Blend on the left, mask / threshold on the right.

From what it looks like to me in the NRD Sample code, the translucencies are done in a separate pass then composited on top of the final image. This won't work for me since I need the alpha channel to apply to secondary bounces so that smoke and flames show up properly. I could treat secondary bounces through such translucent objects as masked, but they are denoised anyway so I think that's not necessary..

I could potentially use the anyhit shader to accumulate RGB+A values as an additional storage channel separately, so that it's not noisy at all and can be recombined either in compositing or just stored in the noise-free emissive gbuffer target.

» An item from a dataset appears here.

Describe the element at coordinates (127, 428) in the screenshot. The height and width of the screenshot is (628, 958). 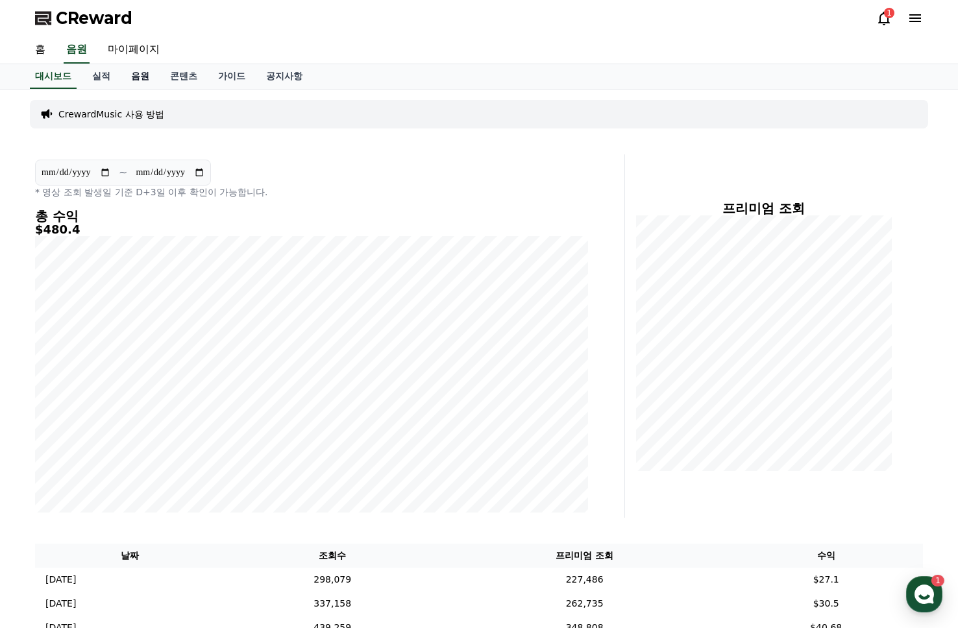
I see `a: 1대화` at that location.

Is this the recommended route here? Or is there something else that would work better, say, using NRD's SIGMA_SHADOW or SIGMA_SHADOW_TRANSLUCENCY.

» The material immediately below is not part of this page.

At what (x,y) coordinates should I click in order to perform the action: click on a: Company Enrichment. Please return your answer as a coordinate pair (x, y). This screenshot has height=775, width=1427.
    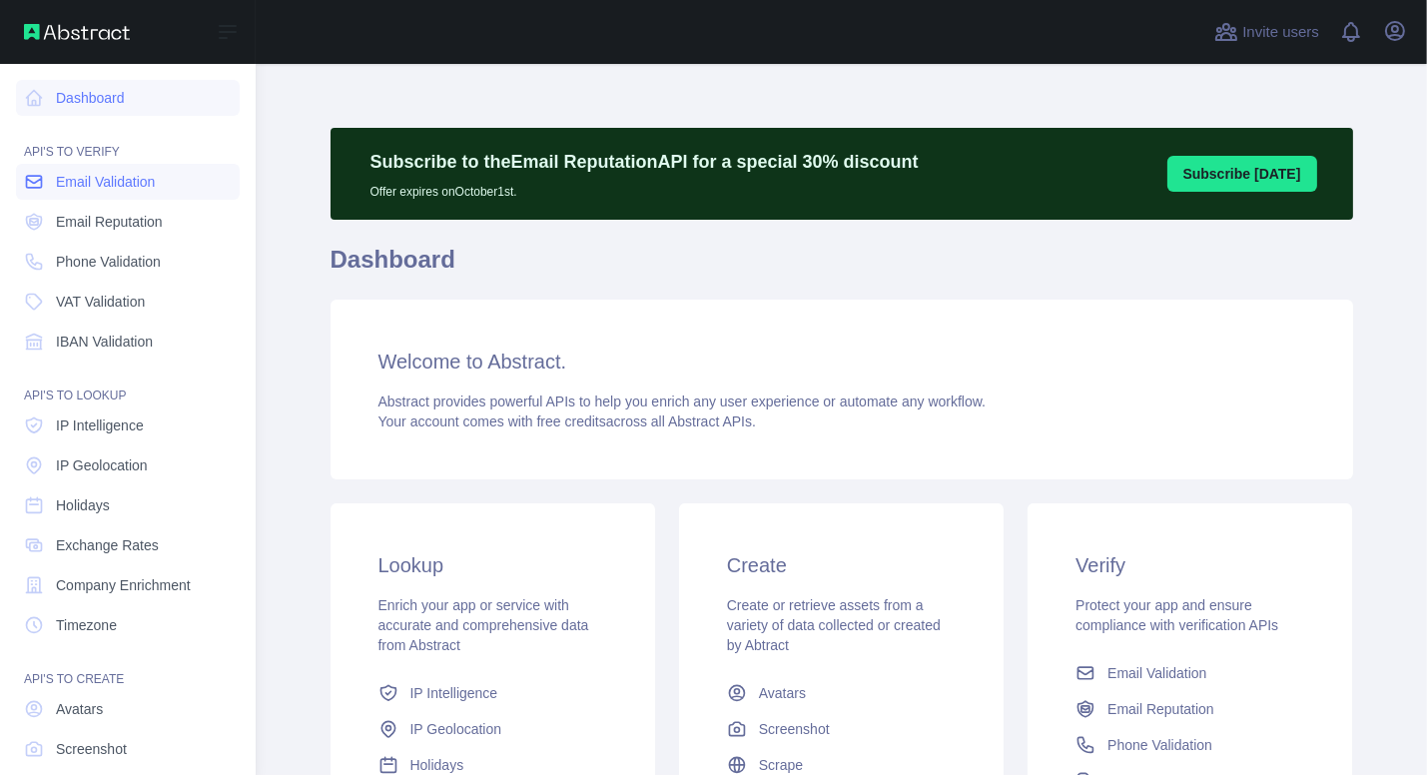
    Looking at the image, I should click on (128, 585).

I'd rather no have to do hacky stuff like back-to-front alpha rendering using rasterization and hardware blending which won't work properly with overlapping flames (which happens). But I could potentially see an easy solution for foreground flames by special-casing the anyhit to know it's being applied to the base pass / gbuffer fill pass, instead of secondary bounces, and do the blending between many potential transparent objects in the shader, leaving any solid "hits" out of it (which would be noisy). I don't really need the emissive lights themselves to react to lighting in the environment (treat their albedo as = 0).

dzhdanNV commented 2 years ago

Current denoisers in NRD library have not been designed to denoise stochastic translucency. All denoisers follow some logic which is based on surrounding surfaces, their properties and own motion. Translucency denoising is a separate area of research, which doesn't fit into described entities described.

From what it looks like to me in the NRD Sample code, the translucencies are done in a separate pass then composited on top of the final image.

Glass in the NRD sample doesn't require denoising, reflections are noise-free

I could potentially use the anyhit shader to accumulate RGB+A values as an additional storage channel separately, so that it's not noisy at all and can be recombined either in compositing or just stored in the noise-free emissive gbuffer target.

Sounds like a reasonable solution.

Or is there something else that would work better, say, using NRD's SIGMA_SHADOW or SIGMA_SHADOW_TRANSLUCENCY.

These are for shadows only.

BattleAxeVR commented 2 years ago

Thanks for the feedback. I couldn't get the translucency accumulation to work yet but I did manage to get something decent and noise-free using a 2-step process. Cast primary rays into scene with translucent materials using masking with a high cutoff threshold, then if it hits such an object, cast the ray again with a lower threshold. This way multiple translucent materials behind each other will at least show the first layer correctly. It's a temp hack but it works OK and most importantly, is noise-free and I was surprised that recasting those primary rays a second time doesn't even cost a lot of performance in practice.